6/10
Uneven, which means the best parts are really gripping ensemble acting gems
17 January 2010
Rachel Getting Married (2008)

A highly naturalistic view of an upscale, hyper multi-culti wedding, mostly in the two days leading up to it, and with an intense family tragedy giving the three or four main characters their psychological edge. It's intense, believable, fascinating. It also sometimes gets stuck in its own realism by staying too long with one moment, as if the slight boredom and repetition is part of being there.

Director Demme goes for slightly off kilter movies, unsentimental, using straight ahead filming and honest acting (Silence of the Lambs, Philadelphia), but here, maybe more than ever, he recreates normal reality with practiced artfulness. Of course, "practiced artfulness" is a clumsy phrase on purpose, not a great goal, and the result, the movie as a whole, is imperfect in its arch through the long weekend. Most of all, I think it depends on the subtle, often amazing emotional depths of the characters, for their own sake. The big reason for the interpersonal conflicts is convincing, for sure, but is just a tool for exploring the present, a decade after the tragedy. And so, oddly, the wedding itself doesn't matter, and it gets in the way, the wildly multi-cultural scene stealing the show from what we are meant to be immersed in.

Anne Hathaway is a favorite of mine, and she pulls off her self-obsessed, rehab-bound character with a perfect push-pull, not too over the top except now and then, as if to make her control clear. The rest follow in her path, with some stellar smaller parts, and some adequate ones. At its best, even without insight, it will totally grab you.
2 out of 2 found this helpful. Was this review helpful? Sign in to vote.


* Exercise brief:
Hunt through the entries for the word "CATALOG" and copy each line in which it appears.

* Entries provided:
***

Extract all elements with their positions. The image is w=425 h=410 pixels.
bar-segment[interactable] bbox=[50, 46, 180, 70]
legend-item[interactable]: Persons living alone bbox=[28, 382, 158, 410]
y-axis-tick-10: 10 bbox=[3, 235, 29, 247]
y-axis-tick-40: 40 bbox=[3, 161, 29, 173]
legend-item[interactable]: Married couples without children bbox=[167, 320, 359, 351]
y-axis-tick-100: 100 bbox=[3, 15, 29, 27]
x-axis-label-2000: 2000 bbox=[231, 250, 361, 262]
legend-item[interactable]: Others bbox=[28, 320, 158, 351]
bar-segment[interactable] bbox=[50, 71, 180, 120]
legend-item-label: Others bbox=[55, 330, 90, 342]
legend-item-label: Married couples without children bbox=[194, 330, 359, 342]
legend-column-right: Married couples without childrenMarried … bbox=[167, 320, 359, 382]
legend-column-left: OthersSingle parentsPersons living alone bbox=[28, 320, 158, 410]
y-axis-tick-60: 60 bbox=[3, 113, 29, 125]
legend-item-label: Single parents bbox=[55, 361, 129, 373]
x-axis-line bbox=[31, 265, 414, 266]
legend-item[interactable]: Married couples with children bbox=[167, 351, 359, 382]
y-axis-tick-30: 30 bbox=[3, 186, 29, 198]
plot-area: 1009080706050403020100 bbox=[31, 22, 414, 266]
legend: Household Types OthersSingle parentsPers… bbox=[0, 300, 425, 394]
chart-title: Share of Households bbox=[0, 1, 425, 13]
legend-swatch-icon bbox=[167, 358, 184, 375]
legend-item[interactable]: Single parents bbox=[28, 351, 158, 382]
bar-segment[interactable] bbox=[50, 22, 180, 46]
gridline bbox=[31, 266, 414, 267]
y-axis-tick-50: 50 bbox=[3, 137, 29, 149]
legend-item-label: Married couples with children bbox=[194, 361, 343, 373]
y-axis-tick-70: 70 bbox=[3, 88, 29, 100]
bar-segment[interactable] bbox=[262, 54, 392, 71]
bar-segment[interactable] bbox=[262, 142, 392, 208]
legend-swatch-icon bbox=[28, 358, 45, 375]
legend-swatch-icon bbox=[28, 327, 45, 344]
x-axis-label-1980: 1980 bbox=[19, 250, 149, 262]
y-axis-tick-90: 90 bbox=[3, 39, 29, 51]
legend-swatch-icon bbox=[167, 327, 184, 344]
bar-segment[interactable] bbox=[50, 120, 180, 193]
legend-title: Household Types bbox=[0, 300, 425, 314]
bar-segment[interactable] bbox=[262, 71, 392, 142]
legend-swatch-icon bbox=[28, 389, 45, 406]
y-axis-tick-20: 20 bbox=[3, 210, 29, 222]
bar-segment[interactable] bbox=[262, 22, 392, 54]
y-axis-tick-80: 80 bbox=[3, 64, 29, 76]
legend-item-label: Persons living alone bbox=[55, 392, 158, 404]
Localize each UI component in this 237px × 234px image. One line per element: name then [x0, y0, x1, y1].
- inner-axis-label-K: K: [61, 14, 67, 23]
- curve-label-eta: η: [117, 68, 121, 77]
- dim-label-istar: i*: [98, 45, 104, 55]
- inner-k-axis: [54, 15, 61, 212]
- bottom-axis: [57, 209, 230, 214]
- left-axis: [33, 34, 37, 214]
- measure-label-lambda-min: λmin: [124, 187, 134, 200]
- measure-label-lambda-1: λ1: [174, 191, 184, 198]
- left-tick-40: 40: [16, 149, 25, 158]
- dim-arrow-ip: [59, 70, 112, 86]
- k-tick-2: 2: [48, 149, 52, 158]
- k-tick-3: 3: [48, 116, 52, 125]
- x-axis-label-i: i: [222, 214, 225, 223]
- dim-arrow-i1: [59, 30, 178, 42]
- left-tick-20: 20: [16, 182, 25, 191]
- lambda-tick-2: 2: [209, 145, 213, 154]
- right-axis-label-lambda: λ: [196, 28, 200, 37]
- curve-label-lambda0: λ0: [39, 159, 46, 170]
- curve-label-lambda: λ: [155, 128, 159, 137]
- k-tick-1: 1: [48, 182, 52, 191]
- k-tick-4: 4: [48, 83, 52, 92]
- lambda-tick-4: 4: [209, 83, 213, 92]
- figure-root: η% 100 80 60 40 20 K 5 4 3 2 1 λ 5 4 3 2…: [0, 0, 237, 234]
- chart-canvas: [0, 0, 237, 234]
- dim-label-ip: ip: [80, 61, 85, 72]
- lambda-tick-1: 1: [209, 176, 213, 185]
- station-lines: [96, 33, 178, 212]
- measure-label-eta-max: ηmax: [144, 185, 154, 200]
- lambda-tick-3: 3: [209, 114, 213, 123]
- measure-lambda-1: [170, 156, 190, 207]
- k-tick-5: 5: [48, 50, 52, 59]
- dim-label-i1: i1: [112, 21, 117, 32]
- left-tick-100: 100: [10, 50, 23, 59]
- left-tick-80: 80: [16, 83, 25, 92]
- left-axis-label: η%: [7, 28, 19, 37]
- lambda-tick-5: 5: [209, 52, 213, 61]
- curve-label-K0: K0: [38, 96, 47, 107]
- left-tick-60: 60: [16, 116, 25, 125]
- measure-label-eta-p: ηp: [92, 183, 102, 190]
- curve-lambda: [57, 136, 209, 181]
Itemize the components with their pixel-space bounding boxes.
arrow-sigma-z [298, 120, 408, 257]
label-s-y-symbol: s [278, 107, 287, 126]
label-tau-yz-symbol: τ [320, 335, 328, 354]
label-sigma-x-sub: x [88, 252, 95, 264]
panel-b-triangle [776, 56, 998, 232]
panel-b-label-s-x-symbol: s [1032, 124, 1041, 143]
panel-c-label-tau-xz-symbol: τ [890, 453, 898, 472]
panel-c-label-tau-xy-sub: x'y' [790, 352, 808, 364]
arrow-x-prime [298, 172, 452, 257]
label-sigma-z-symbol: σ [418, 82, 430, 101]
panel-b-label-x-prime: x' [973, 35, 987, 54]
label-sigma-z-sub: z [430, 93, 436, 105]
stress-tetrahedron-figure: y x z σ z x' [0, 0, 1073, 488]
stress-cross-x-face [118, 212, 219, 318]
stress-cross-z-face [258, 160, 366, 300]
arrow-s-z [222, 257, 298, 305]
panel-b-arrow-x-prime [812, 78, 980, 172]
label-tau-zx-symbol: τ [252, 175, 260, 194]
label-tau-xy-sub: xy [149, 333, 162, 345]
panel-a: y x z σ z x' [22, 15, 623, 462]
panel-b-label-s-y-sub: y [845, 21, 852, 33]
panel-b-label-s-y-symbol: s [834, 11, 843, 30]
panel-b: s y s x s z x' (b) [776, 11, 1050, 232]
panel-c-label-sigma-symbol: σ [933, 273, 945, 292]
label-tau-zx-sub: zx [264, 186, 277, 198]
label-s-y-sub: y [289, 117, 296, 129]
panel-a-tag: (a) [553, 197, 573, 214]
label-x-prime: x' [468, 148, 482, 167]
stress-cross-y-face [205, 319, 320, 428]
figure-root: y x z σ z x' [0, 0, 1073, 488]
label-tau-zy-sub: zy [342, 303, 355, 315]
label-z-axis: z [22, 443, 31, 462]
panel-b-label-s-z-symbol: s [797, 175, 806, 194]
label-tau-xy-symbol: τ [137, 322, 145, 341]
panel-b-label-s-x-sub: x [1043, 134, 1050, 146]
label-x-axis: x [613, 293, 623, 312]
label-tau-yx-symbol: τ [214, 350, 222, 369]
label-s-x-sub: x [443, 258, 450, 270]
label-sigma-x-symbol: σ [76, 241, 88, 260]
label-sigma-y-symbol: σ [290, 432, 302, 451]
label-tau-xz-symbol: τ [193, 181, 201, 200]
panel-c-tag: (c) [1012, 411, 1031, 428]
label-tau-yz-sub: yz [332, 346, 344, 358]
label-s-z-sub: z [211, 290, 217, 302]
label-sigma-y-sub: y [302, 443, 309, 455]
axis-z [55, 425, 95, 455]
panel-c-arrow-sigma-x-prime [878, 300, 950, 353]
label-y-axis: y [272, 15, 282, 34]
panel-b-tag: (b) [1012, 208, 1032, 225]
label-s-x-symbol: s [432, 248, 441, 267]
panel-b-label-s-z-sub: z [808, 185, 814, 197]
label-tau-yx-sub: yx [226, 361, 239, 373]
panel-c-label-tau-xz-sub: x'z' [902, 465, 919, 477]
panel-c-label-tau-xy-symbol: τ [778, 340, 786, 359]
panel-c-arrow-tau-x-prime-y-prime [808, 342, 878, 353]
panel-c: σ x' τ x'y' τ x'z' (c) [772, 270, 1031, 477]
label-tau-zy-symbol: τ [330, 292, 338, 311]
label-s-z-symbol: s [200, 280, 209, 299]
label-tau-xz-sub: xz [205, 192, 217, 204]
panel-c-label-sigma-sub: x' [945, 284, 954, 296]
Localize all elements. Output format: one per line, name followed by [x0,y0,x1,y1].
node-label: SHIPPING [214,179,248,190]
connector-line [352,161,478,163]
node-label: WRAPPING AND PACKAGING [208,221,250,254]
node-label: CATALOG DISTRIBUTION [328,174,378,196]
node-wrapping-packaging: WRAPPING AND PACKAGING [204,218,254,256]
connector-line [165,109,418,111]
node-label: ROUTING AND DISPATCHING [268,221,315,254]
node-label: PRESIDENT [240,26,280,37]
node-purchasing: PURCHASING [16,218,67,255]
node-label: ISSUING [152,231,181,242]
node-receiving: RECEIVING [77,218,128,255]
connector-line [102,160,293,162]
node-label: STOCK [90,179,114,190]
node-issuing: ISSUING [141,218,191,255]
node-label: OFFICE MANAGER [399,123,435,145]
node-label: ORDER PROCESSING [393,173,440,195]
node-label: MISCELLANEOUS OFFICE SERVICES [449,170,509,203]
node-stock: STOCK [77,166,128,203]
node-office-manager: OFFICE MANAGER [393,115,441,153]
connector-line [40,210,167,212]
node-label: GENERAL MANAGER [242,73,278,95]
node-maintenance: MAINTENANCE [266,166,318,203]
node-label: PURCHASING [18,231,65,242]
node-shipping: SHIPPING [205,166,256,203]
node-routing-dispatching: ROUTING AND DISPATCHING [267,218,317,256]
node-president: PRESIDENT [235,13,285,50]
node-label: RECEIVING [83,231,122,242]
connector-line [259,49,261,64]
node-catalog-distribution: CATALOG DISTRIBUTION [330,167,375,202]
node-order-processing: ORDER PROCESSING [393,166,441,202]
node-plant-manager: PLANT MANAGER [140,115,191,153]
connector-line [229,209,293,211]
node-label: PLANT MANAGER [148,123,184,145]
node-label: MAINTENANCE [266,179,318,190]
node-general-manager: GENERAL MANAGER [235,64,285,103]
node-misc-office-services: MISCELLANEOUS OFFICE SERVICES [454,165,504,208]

***

* Answer to this problem:
node-label: CATALOG DISTRIBUTION [328,174,378,196]
node-catalog-distribution: CATALOG DISTRIBUTION [330,167,375,202]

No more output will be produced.